Published: 2026-02-26

arXiv ID: 2602.22557v1

Added to Library: 2026-02-27 03:02 UTC

Safety

📄 Abstract

Current safety mechanisms for Large Language Models (LLMs) rely heavily on static, fine-tuned classifiers that suffer from adaptation rigidity, the inability to enforce new governance rules without expensive retraining. To address this, we introduce CourtGuard, a retrieval-augmented multi-agent framework that reimagines safety evaluation as Evidentiary Debate. By orchestrating an adversarial debate grounded in external policy documents, CourtGuard achieves state-of-the-art performance across 7 safety benchmarks, outperforming dedicated policy-following baselines without fine-tuning. Beyond standard metrics, we highlight two critical capabilities: (1) Zero-Shot Adaptability, where our framework successfully generalized to an out-of-domain Wikipedia Vandalism task (achieving 90\% accuracy) by swapping the reference policy; and (2) Automated Data Curation and Auditing, where we leveraged CourtGuard to curate and audit nine novel datasets of sophisticated adversarial attacks. Our results demonstrate that decoupling safety logic from model weights offers a robust, interpretable, and adaptable path for meeting current and future regulatory requirements in AI governance.

🔍 Key Points

  • Introduction of CourtGuard, a retrieval-augmented multi-agent framework that implements safety evaluation as evidentiary debate, allowing for model-agnostic policy adherence without fine-tuning.
  • Demonstrates zero-shot adaptability by effectively transitioning to new policy domains (such as Wikipedia Vandalism detection) without requiring model retraining, achieving high accuracy (90%).
  • Automated data curation and auditing capabilities, improving the quality of existing datasets by identifying label noise and assisting human annotators with sophisticated adversarial attacks.
  • Achieves state-of-the-art performance across multiple safety benchmarks, outperforming static baselines and sophisticated judge frameworks by providing interpretable evidence-based reasoning for safety evaluations.
  • Decoupling of safety logic from model weights, enabling broader compatibility with various model architectures and reducing vendor lock-in issues.

💡 Why This Paper Matters

CourtGuard represents a significant advancement in the field of Large Language Model safety, merging adaptability, robust performance, and interpretability in a framework that provides a response to the challenges posed by traditional static safety models.
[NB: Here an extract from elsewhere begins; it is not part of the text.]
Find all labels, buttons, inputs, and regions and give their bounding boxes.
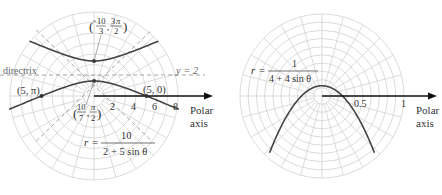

Its ability to dynamically incorporate new safety regulations and adapt to various contexts without retraining positions it as a pivotal tool for enhancing AI governance frameworks.
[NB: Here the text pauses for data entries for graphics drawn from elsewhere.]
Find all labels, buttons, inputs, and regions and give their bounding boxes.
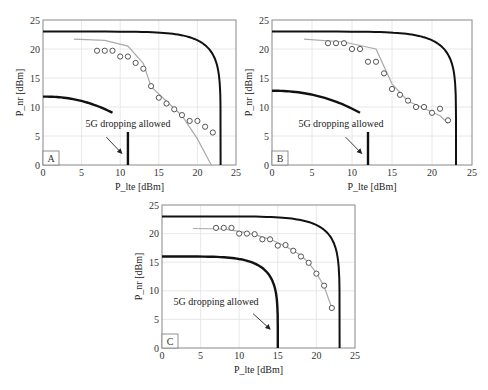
y-tick-label: 20	[30, 44, 40, 55]
x-tick-label: 20	[427, 167, 437, 178]
measured-data-point	[213, 225, 218, 230]
measured-data-point	[325, 41, 330, 46]
measured-data-point	[357, 46, 362, 51]
measured-data-point	[267, 237, 272, 242]
x-tick-label: 10	[347, 167, 357, 178]
measured-data-point	[349, 46, 354, 51]
x-tick-label: 15	[387, 167, 397, 178]
measured-data-point	[210, 130, 215, 135]
y-tick-label: 5	[264, 131, 269, 142]
panel-label: A	[47, 153, 55, 164]
annotation-arrow	[253, 314, 270, 329]
dropping-annotation: 5G dropping allowed	[298, 118, 383, 129]
measured-data-point	[341, 41, 346, 46]
x-tick-label: 0	[160, 350, 165, 361]
x-axis-label: P_lte [dBm]	[115, 181, 164, 192]
measured-data-point	[179, 113, 184, 118]
y-tick-label: 15	[30, 73, 40, 84]
measured-data-point	[102, 48, 107, 53]
chart-panel-c: 05101520250510152025P_lte [dBm]P_nr [dBm…	[133, 200, 360, 376]
x-tick-label: 15	[154, 167, 164, 178]
measured-data-point	[229, 225, 234, 230]
x-tick-label: 5	[310, 167, 315, 178]
model-fit-line	[74, 39, 211, 165]
inner-boundary-curve	[43, 97, 113, 113]
measured-data-point	[195, 118, 200, 123]
measured-data-point	[333, 41, 338, 46]
dropping-annotation: 5G dropping allowed	[174, 296, 259, 307]
measured-data-point	[298, 254, 303, 259]
chart-panel-b: 05101520250510152025P_lte [dBm]P_nr [dBm…	[243, 15, 477, 193]
y-tick-label: 5	[154, 314, 159, 325]
measured-data-point	[283, 242, 288, 247]
measured-data-point	[221, 225, 226, 230]
x-tick-label: 0	[41, 167, 46, 178]
x-tick-label: 25	[231, 167, 241, 178]
x-tick-label: 15	[273, 350, 283, 361]
measured-data-point	[445, 118, 450, 123]
x-tick-label: 5	[198, 350, 203, 361]
y-tick-label: 25	[30, 15, 40, 26]
x-axis-label: P_lte [dBm]	[347, 181, 396, 192]
measured-data-point	[237, 231, 242, 236]
measured-data-point	[260, 237, 265, 242]
y-tick-label: 0	[264, 160, 269, 171]
measured-data-point	[329, 305, 334, 310]
measured-data-point	[373, 59, 378, 64]
measured-data-point	[118, 54, 123, 59]
measured-data-point	[133, 60, 138, 65]
plot-frame	[43, 20, 236, 165]
measured-data-point	[397, 92, 402, 97]
x-tick-label: 25	[350, 350, 360, 361]
annotation-arrow	[106, 137, 121, 153]
outer-boundary-curve	[162, 216, 340, 348]
plot-frame	[162, 205, 355, 348]
y-tick-label: 5	[35, 131, 40, 142]
measured-data-point	[437, 106, 442, 111]
measured-data-point	[306, 260, 311, 265]
measured-data-point	[314, 271, 319, 276]
y-tick-label: 20	[259, 44, 269, 55]
measured-data-point	[172, 107, 177, 112]
measured-data-point	[389, 86, 394, 91]
x-tick-label: 20	[311, 350, 321, 361]
x-tick-label: 10	[234, 350, 244, 361]
measured-data-point	[381, 71, 386, 76]
x-tick-label: 0	[270, 167, 275, 178]
panel-label: B	[277, 153, 284, 164]
measured-data-point	[164, 101, 169, 106]
measured-data-point	[421, 104, 426, 109]
measured-data-point	[413, 104, 418, 109]
y-axis-label: P_nr [dBm]	[133, 253, 144, 301]
y-tick-label: 15	[149, 257, 159, 268]
y-tick-label: 25	[149, 200, 159, 211]
panel-label: C	[167, 336, 174, 347]
inner-boundary-curve	[272, 91, 360, 113]
y-tick-label: 20	[149, 228, 159, 239]
y-tick-label: 10	[149, 285, 159, 296]
measured-data-point	[125, 54, 130, 59]
measured-data-point	[365, 59, 370, 64]
measured-data-point	[244, 231, 249, 236]
measured-data-point	[203, 124, 208, 129]
outer-boundary-curve	[272, 32, 456, 165]
model-fit-line	[304, 39, 448, 123]
x-tick-label: 10	[115, 167, 125, 178]
measured-data-point	[141, 66, 146, 71]
x-tick-label: 25	[467, 167, 477, 178]
y-tick-label: 25	[259, 15, 269, 26]
chart-panel-a: 05101520250510152025P_lte [dBm]P_nr [dBm…	[14, 15, 241, 193]
measured-data-point	[110, 48, 115, 53]
measured-data-point	[291, 248, 296, 253]
dropping-annotation: 5G dropping allowed	[85, 118, 170, 129]
y-tick-label: 0	[35, 160, 40, 171]
y-tick-label: 15	[259, 73, 269, 84]
measured-data-point	[252, 232, 257, 237]
y-tick-label: 0	[154, 343, 159, 354]
measured-data-point	[275, 243, 280, 248]
measured-data-point	[148, 84, 153, 89]
x-axis-label: P_lte [dBm]	[234, 364, 283, 375]
measured-data-point	[156, 95, 161, 100]
measured-data-point	[322, 283, 327, 288]
figure-canvas: 05101520250510152025P_lte [dBm]P_nr [dBm…	[0, 0, 488, 390]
🎯 Why It's Interesting for AI Security Researchers

This paper is crucial for AI security researchers as it addresses the pressing need for adaptable and interpretable safety mechanisms in the face of evolving regulatory landscapes and sophisticated adversarial attacks. The innovative approach of adversarial debate for safety assessment sets a new standard, ensuring that AI systems can comply with diverse policy requirements while effectively mitigating risks associated with harmful outputs.